Due to Klein tunneling in graphene only quasi-bound states are realized in graphene quantum dots by electrostatic gating. Particles in the quasi-bound states are trapped inside the dot for a finite time and they keep bouncing back and forth till they find their way out. Here we study the effect of an induced gap on the scattering problem of Dirac electrons on a circular electrostatically confined quantum dot. Introducing an energy gap inside the quantum dot enables us to distinguish three scattering regimes instead of two in the case of gapless graphene quantum dot. We will focus on these regimes and analyze the scattering efficiency as a function of the electron energy, the dot radius and the energy gap. Moreover, we will discuss how the system parameters can affect the scattering resonances inside the dot.
We study the Goos-Hänchen like shifts for Dirac fermions in graphene scattered by double barrier structures. After obtaining the solution for the energy spectrum, we use the boundary conditions to explicitly determine the Goos-Hänchen like shifts and the associated transmission probability. We analyze these two quantities at resonances by studying their main characteristics as a function of the energy and electrostatic potential parameters. To check the validity of our computations we recover previous results obtained for a single barrier under appropriate limits.
By applying the infinite-mass boundary condition, we analytically calculate the confined states and the corresponding wave functions of AA-stacked bilayer graphene quantum dots in the presence of an uniform magnetic field B. It is found that the energy spectrum shows two set of levels, which are the double copies of the energy spectrum for single layer graphene, shifted up-down by +γ and −γ, respectively. However, the obtained spectrum exhibits different symmetries between the electron and hole states as well as the intervalley symmetries. It is noticed that, the applied magnetic field breaks all symmetries, except one related to the intervalley electron-hole symmetry, i.e. E e (τ, m) = −E h (τ, m). Two different regimes of confinement are found: the first one is due to the infinite-mass barrier at weak B and the second is dominated by the magnetic field as long as B is large. We numerically investigated the basics features of the energy spectrum to show the main similarities and differences with respect to monolayer graphene, AB-stacked bilayer graphene and semiconductor quantum dots.
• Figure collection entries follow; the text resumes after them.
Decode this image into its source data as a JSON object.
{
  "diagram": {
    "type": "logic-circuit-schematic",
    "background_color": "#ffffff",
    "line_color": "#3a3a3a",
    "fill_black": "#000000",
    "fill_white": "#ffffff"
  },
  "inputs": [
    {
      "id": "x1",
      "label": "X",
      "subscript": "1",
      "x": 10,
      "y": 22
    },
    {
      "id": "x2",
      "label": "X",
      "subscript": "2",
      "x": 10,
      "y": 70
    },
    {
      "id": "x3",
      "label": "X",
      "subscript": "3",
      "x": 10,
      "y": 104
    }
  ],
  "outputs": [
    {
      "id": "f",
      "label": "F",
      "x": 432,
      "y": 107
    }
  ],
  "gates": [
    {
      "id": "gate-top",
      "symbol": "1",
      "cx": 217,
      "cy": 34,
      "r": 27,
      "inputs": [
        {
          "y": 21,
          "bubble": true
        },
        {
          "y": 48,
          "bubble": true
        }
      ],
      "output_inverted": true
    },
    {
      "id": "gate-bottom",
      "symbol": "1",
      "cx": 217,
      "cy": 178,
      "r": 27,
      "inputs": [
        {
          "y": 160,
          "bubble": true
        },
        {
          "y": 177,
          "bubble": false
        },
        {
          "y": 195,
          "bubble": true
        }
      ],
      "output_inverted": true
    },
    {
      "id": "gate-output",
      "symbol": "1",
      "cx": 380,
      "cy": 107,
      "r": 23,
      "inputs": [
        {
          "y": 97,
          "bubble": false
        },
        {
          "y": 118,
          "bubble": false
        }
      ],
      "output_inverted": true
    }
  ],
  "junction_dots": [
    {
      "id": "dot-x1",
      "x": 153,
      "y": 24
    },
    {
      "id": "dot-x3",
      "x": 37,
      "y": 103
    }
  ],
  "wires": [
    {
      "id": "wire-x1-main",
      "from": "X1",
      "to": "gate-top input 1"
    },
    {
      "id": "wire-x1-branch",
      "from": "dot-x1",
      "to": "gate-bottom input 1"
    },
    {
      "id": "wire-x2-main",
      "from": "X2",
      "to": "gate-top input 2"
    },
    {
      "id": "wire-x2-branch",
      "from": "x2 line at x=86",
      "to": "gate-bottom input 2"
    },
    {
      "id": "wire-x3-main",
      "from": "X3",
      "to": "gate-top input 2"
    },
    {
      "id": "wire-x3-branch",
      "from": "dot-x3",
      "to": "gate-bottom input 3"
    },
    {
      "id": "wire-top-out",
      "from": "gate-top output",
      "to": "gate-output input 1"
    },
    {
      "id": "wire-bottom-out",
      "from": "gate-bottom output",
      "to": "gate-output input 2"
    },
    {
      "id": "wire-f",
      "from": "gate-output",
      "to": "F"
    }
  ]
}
We present a systematic approach for the separation of variables for the two-dimensional Dirac equation in polar coordinates. The three vector potential, which couple to the Dirac spinor via minimal coupling, along with the scalar potential are chosen to have angular dependence which emanate the Dirac equation to complete separation of variables. Exact solutions are obtained for a class of solvable potentials along with their relativistic spinor wavefunctions. Particular attention is paid to the situation where the potentials are confined to a quantum dot region and are of scalar, vector and pseudo-scalar type. The study of a single charged impurity embedded in a 2D Dirac equation in the presence of a uniform magnetic field was treated as a particular case of our general study.
We obtain the solution of the Dirac equation in (2+1) dimensions in the presence of a constant magnetic field normal to the plane together with a two-dimensional Dirac-oscillator potential coupling. We study the energy spectrum of graphene quantum dot (QD) defined by electrostatic gates. We give discussions of our results based on different physical settings, whether the cyclotron frequency is similar or larger/smaller compared to the oscillator frequency. This defines an effective magnetic field that produces the effective quantized Landau levels. We study analytically such field in gate-tunable graphene QD and show that our structure allow us to control the valley degeneracy. Finally, we compare our results with already published work and also discuss the possible applications of such QD.